Strange2 (Explaining the three puzzles which defy "common sense."

1. Suppose the earth is a perfect sphere and there is a rope tied tightly around it at the equator.

Now add exactly one foot to the rope's length and support it above ground equally around the globe.

How far is the rope above the ground?

Surprisingly, almost two inches! (1.90985...).

Let's wrap a rope around a orange, then lenghten it by one foot. How far is the gap?

Again, about two inches!

Try a ping pong ball. Same result!

Strangely believe it! The answer is independent of the size of the sphere

Explanation: Let C = the circumference of the earth.
Then C = the original length of the rope and C+1 the extended length.
Let r be the earth's radius and R be the new radius of the rope after extension.
But C = 2 * pi * r and C+1 = 2 * pi * R
and R = (C + 1) / (2 * pi)
and r = C / (2 * pi)
or: R - r = 1 / (2*pi) = 0.159... (feet) or 12 * 0.159 inches.
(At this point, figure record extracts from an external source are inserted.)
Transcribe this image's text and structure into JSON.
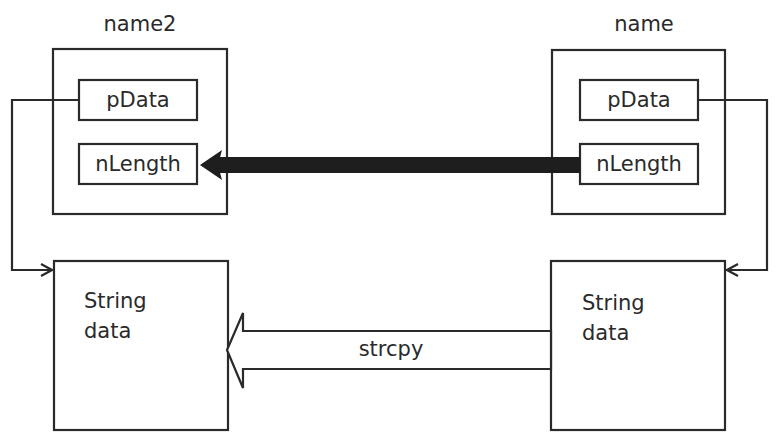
{
  "diagram": {
    "objects": [
      {
        "id": "name2",
        "label": "name2",
        "fields": {
          "pData": "pData",
          "nLength": "nLength"
        }
      },
      {
        "id": "name",
        "label": "name",
        "fields": {
          "pData": "pData",
          "nLength": "nLength"
        }
      }
    ],
    "buffers": [
      {
        "owner": "name2",
        "line1": "String",
        "line2": "data"
      },
      {
        "owner": "name",
        "line1": "String",
        "line2": "data"
      }
    ],
    "arrows": {
      "length_copy": {
        "from": "name.nLength",
        "to": "name2.nLength",
        "style": "thick-solid"
      },
      "strcpy": {
        "label": "strcpy",
        "from": "name.buffer",
        "to": "name2.buffer",
        "style": "hollow-block"
      },
      "name2_pointer": {
        "from": "name2.pData",
        "to": "name2.buffer"
      },
      "name_pointer": {
        "from": "name.pData",
        "to": "name.buffer"
      }
    },
    "colors": {
      "stroke": "#2a2a2a",
      "background": "#ffffff"
    }
  }
}
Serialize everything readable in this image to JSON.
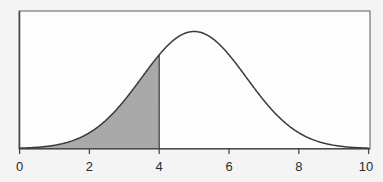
{
  "figure": {
    "background_color": "#f4f4f4",
    "plot_background_color": "#fdfdfd",
    "frame_color": "#6f6f6f",
    "curve_color": "#3a3a3a",
    "shade_color": "#a9a9a9",
    "axis_color": "#5a5a5a",
    "tick_label_color": "#2b2b2b"
  },
  "chart_data": {
    "type": "line",
    "title": "",
    "subtitle": "",
    "xlabel": "",
    "ylabel": "",
    "xlim": [
      0,
      10
    ],
    "ylim": [
      0,
      0.28
    ],
    "grid": false,
    "legend": null,
    "distribution": {
      "name": "normal",
      "mean": 5,
      "std_dev": 1.5,
      "peak_value": 0.266
    },
    "xticks": [
      0,
      2,
      4,
      6,
      8,
      10
    ],
    "xtick_labels": [
      "0",
      "2",
      "4",
      "6",
      "8",
      "10"
    ],
    "yticks": [],
    "ytick_labels": [],
    "shaded_region": {
      "label": "",
      "from": 0,
      "to": 4,
      "boundary_x": 4,
      "area": 0.2525,
      "fill_color": "#a9a9a9"
    },
    "series": [
      {
        "name": "normal-pdf",
        "x": [
          0,
          0.25,
          0.5,
          0.75,
          1,
          1.25,
          1.5,
          1.75,
          2,
          2.25,
          2.5,
          2.75,
          3,
          3.25,
          3.5,
          3.75,
          4,
          4.25,
          4.5,
          4.75,
          5,
          5.25,
          5.5,
          5.75,
          6,
          6.25,
          6.5,
          6.75,
          7,
          7.25,
          7.5,
          7.75,
          8,
          8.25,
          8.5,
          8.75,
          9,
          9.25,
          9.5,
          9.75,
          10
        ],
        "y": [
          0.00113,
          0.00199,
          0.00336,
          0.00547,
          0.00856,
          0.01291,
          0.01873,
          0.02616,
          0.03516,
          0.04547,
          0.05656,
          0.06769,
          0.07796,
          0.08648,
          0.09248,
          0.09545,
          0.09522,
          0.09194,
          0.08608,
          0.07834,
          0.06956,
          0.06057,
          0.05208,
          0.04462,
          0.03849,
          0.03383,
          0.03064,
          0.02884,
          0.02829,
          0.02884,
          0.03064,
          0.03383,
          0.03849,
          0.04462,
          0.05208,
          0.06057,
          0.06956,
          0.07834,
          0.08608,
          0.09194,
          0.09522
        ]
      }
    ]
  },
  "labels": {
    "tick_0": "0",
    "tick_2": "2",
    "tick_4": "4",
    "tick_6": "6",
    "tick_8": "8",
    "tick_10": "10"
  }
}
2. You are on the TV show, "Let's make a deal."

The host shows you three doors and tells you the there is a million dollars behind one and a single dollar behind the other two.

The doors are marked A, B and C. You choose A.

The host then opens door B which reveals a dollar bill.

He then asks you if you want to stay with your first choice, door A, or switch to door C.

What do you do? Well, the odds of winning the million dollars if you stay with A is 1/3. But the odds of winning if you switch to door C is 2/3!

Strangely believe it.

Here are the possibilities:

Original door selected	A	A	A	B	B	B	C	C	C
Location of $1,000,000	A	B	C	A	B	C	A	B	C
Door opened by the host	B/C	C	B	C	A/C	A	B	A	A/B
Do not switch --------	WIN	LOSE	LOSE	LOSE	WIN	LOSE	LOSE	LOSE	WIN
Switch ----------------	LOSE	WIN	WIN	WIN	LOSE	WIN	WIN	WIN	LOSE

So if you DON'T switch, you will win 3 times and lose 6 times, but if you DO switch, you will win six times and lose three. Surf over here for another explanation.

3. According to the book IMPOSSIBLE,

by Julian Havil, in 2003, a Chinese lady named Ma Li Hua, spent six weeks setting up 303,000 dominos. On August 18, 2003, someone knocked over the first. The 303,000th domino was the last to fall, six minutes later.

Does this speed seem credible? How would you test it (without setting up 303,000 dominos)?